Broward County Pioneer Family Sells Davie Tract With Great-Grandson as Dealmaker
Bridge Development will build the Bridge Point 595 industrial complex on 34 acres amid a booming industrial market in South Florida.
July 23, 2019 at 12:25 PM
3 minute read
The Forman family, one of Broward County's pioneer families who ventured from dairy farming to real estate, politics and education, is once again directing the future course of a prime piece of land.
The Formans sold 34 acres in Davie for a major new industrial complex, and family member John Forman worked as a dealmaker on the transaction.
Forman Industrial Land LLC, one of the family holdings, sold the land southwest of Interstate 595 and Florida's Turnpike to Bridge Development Partners LLC for $36.9 million, or just over $1 million per acre. The deal closed July 10.
Berger Commercial Realty Corp. senior vice president Joseph Byrnes and Forman, a sales associate, closed the deal for the family.
Berger Commercial is a Fort Lauderdale-based brokerage, part of the CORFAC International network of independent commercial real estate brokerages.
Chicago-based Bridge Development is a prolific industrial developer betting big on the strength of South Florida with the construction of several complexes in Miami-Dade and Broward counties. Its three-building, 677,314-square-foot Bridge Point 595 will rise on the Formans' acreage at 5600 Reese Road.

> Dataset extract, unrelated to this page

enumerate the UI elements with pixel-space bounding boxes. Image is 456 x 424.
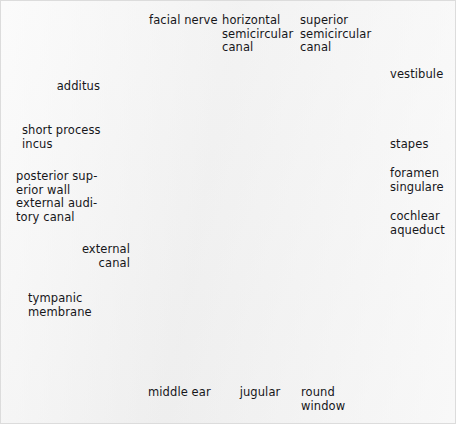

The two-building complex, totaling 387,000 square feet, is set to open in the third quarter of 2020.
John Forman's great-grandparents ran the Bridge Point 595 site as a dairy farm shortly after buying it in the 1900s.
The self-made family patriarch, the late Hamilton Forman, was born on the family's dairy in 1919 and went on to venture into real estate and become an influential figure in politics whose support and financial backing was coveted by candidates.
The Formans in the 1950s sold the 34-acre tract to a road builder who dug rock pits, John Forman said.
“In the mid-1980s, my uncle, Austin Forman, had the idea for our family to buy back the pits from the road builder, who had become a close family friend, and conceived a plan to fill them for development,” Forman said. “I recall taking boat rides on the pit and looking for alligators long before the property was filled.”
The family filled over 150 acres of its land, and this is the latest site to sell.
“You might say,” Forman said, “that this has been a long time in coming.”
Forman, along with Berger Commercial's Byrnes and Keith Graves, both senior vice presidents, will lease Bridge Point 595 to tenants.